Remarks about the eavesdropping program drew criticism from the committee's chairman, Sen. Patrick J. Leahy, D-Vt., who told Mukasey, 'I see a loophole big enough to drive a truck through.'

Questioning by Democrats was tougher still regarding Mukasey's views on presidential authority to order tough interrogation techniques on terrorist suspects, including waterboarding, which was used by the CIA on some who were captured and held in the agency's secret prisons after the Sept. 11 attacks.

'Is waterboarding constitutional?' Mukasey was asked by Sen. Sheldon Whitehouse, D-R.I., in one of Thursday's sharpest exchanges.

'I don't know what is involved in the technique,' Mukasey replied. 'If waterboarding is torture, torture is not constitutional.'

Whitehouse described Mukasey's response as a 'massive hedge,' because the nominee refused to be drawn into a conversation about whether waterboarding amounted to torture.

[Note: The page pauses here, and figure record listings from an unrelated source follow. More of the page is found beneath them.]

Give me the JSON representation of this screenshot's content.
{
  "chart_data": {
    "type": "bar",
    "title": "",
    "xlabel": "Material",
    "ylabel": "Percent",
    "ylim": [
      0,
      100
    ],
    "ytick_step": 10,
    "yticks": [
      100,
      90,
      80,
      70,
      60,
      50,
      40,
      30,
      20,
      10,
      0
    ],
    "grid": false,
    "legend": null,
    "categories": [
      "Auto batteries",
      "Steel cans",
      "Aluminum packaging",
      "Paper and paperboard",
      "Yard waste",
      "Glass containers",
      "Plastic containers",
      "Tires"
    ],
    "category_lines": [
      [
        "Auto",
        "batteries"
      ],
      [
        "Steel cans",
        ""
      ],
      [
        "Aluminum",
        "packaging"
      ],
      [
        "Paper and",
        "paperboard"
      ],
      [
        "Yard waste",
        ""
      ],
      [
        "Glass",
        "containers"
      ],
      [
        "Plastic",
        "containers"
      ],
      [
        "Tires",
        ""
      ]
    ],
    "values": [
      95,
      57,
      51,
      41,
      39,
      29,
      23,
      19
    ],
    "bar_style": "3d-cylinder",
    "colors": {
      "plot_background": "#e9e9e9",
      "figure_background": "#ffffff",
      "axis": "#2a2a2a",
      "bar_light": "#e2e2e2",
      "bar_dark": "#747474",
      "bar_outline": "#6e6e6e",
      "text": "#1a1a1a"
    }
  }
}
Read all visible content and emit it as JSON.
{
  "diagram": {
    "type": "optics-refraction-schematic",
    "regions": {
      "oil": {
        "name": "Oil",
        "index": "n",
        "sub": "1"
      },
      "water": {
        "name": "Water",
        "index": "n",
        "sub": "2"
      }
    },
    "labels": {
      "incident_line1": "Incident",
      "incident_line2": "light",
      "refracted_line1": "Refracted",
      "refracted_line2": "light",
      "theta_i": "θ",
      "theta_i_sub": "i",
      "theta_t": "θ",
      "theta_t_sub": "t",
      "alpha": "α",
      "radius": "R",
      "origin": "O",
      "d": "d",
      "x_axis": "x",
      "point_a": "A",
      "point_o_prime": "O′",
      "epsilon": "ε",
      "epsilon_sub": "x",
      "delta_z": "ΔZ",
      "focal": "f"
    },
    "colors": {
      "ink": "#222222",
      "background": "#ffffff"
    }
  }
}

'I mean, either it is or it isn't,' Whitehouse continued. Waterboarding, he said, 'is the practice of putting somebody in a reclining position, strapping them down, putting cloth over their faces and pouring water over the cloth to simulate the feeling of drowning - is that constitutional?'

Mukasey again demurred: 'If it amounts to torture, it is not constitutional.'

Whitehouse said he was 'very disappointed in that answer - I think it is purely semantic.'

'I'm sorry,' Mukasey replied.

Although Mukasey still seemed almost certain to win Senate confirmation, a vote in the Judiciary Committee could be delayed until Mukasey provides written answers to questions raised Thursday by Leahy.

The senator said he did not intend to hold the vote until after the responses were received and reviewed.